Journalist Aaron Cantú is among an increasingly small group of people still facing felony charges for alleged rioting during President Trump’s inauguration, despite prosecutors dropping the cases against most other defendants.
Cantú’s role in a raucous anti-capitalism march that featured window-smashing and a chaotic police chase remains murky, as does the reason prosecutors excused 129 people from prosecution Thursday, but not Cantú, keeping his case active alongside just 58 others.
Some reporters and photographers were allowed to walk free before police took more than 230 people to jail on Jan. 20, 2017. Others had charges dropped in the weeks that followed, even if they did not work for a media organization.
Cantú, 29, currently works for the Santa Fe Reporter. He was a freelance journalist at the time of his arrest, but had been published by Al Jazeera America, The Intercept, The Nation, and Vice.
Prosecutors have not publicly accused Cantú of committing an act of vandalism or violence, and a person with knowledge of his situation believes an undercover video filmed by the conservative investigative group Project Veritas is the reason he still faces charges.
In that video, a person identified as Cantú discussed protest planning that involved shutting down a bridge into the city. The person identified as Cantú said they helped organize transportation for activists from out of town, but did not know details about which bridge was targeted. The man used the term “they” to describe protest planners but also offered to “call my comrade” for additional information.
The person filmed by Project Veritas declined to give their name on camera, saying “I’d rather not give my last name, just like K, put down K.” The person is filmed in dim lighting, and it’s unclear if the grainy image can be proven to be Cantú. The bridge blockade never happened.
“Because these cases remain pending, we have no comment on individual defendants,” said Bill Miller, a spokesman for the U.S. attorney’s office in the nation’s capital. Assistant U.S. Attorney Jennifer Kerkhoff, who has taken the lead prosecuting rioting cases, declined to comment outside a courtroom on Friday.
In a court filing, prosecutors said the final 59 defendants fall into one of three categories.
The remaining defendants, prosecutors said, either committed “identifiable acts of destruction, violence, or other assaultive conduct,” or were involved in “planning of the violence and destruction,” or are accused of engaging in “conduct that demonstrates a knowing and intentional use of the black-bloc tactic … to perpetrate, aid or abet violence and destruction.”
Cantú referred questions to his defense attorney Chantale Fiebig, who provided a copy of a motion to dismiss that she filed Friday.
“Cantú is an established journalist,” the court filing says.
“[T]he charges against him impermissibly infringe his First Amendment rights. The indictment is not narrowly tailored to advance any substantial government interest, and the government failed to provide Mr. Cantú with adequate notice that his newsgathering activities could subject him to felony prosecution, as is required under the U.S. Constitution and Super. Ct. Crim. R. 7.,” the motion says.
Sarah Matthews, an attorney at the Reporters Committee for Freedom of the Press, said the group is concerned about the case.
“We question why charges are still pending against Aaron Cantú,” she said. “It’s very troubling that he faces trial when it appears he was just doing his job reporting on the protests when he was arrested. We hope the court grants his motion asking for the charges to be dismissed.”
The decision to continue Cantú’s case comes as prosecutors adjust their strategy following acquittal of six rioting defendants last month. In the first rioting trial, prosecutors admitted they had no evidence that six defendants committed vandalism or violence, but said they joined “a sea of black masks” that anonymized people who did, making the march akin to a “getaway car.” A juror told the Washington Examiner he found it frustrating that “we were shown repeatedly that the defendants were there.”
Professional photographer Alexei Wood, who live-streamed the march, was among the six original defendants acquitted. Prosecutors argued that Wood’s utterances of “woohoo” as black-clad activists smashed store windows made him a rioter legally liable for the property destruction. Jurors disagreed.
Journalists who were covering the march were excused from the case in waves.
After initially being detained for about an hour, two local NBC journalists, one from U.S. News & World Report, and an independent journalist were allowed to leave the cordon. The rest were taken to jail.
A week later, on Jan. 27, the case against Vocativ senior producer Evan Engel was dismissed. Three days later, prosecutors dropped the cases against livestream videographer Matt Hopard, RT video journalist Alex Rubinstein, and documentary filmmaker John Keller. On Feb. 21, charges were dropped against photographers Shay Horse, Alexander Contompasis, and Cheney Orr.
Horse, a self-described anarchist, told the Washington Examiner that “this case is built around intimidation, and with Aaron, the prosecution is specifically trying set a dangerous precedent going forward for the press working this beat and covering these events.”
Until Wood’s acquittal, just he and Cantú received trial dates after claiming journalistic protection.
Cantú faces five felony property destruction charges and a trio of rioting charges that by statute could carry decades in prison, though an actual sentence almost certainly would be less. His trial is currently scheduled to begin Oct. 15.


Task statement ▸
From the records below, pull each line that has "area".

Data ▸

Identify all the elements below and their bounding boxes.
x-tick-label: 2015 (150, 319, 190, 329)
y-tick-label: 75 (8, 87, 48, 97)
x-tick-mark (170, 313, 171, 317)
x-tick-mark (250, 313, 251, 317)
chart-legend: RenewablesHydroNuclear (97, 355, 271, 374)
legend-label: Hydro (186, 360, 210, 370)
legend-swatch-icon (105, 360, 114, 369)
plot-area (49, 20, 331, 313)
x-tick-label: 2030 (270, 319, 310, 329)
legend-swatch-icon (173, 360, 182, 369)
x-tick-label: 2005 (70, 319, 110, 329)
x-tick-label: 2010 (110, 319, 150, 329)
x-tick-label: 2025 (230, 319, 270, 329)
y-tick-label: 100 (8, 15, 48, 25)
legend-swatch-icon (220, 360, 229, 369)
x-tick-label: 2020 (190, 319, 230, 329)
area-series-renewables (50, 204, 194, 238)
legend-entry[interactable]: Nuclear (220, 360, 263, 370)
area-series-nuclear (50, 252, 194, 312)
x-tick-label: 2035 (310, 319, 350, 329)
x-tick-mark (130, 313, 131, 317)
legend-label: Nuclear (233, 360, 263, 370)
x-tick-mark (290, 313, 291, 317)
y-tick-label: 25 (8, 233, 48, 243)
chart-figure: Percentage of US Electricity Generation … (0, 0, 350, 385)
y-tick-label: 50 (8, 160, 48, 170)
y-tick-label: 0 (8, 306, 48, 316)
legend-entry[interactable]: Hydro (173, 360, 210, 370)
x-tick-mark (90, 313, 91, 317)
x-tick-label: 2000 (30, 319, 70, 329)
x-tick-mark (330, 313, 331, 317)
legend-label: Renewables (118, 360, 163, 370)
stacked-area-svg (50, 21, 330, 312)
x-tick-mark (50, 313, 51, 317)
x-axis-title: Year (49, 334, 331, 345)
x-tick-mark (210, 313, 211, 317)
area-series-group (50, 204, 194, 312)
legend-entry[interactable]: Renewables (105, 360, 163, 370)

Problem solution ▸
plot-area (49, 20, 331, 313)
area-series-renewables (50, 204, 194, 238)
area-series-nuclear (50, 252, 194, 312)
stacked-area-svg (50, 21, 330, 312)
area-series-group (50, 204, 194, 312)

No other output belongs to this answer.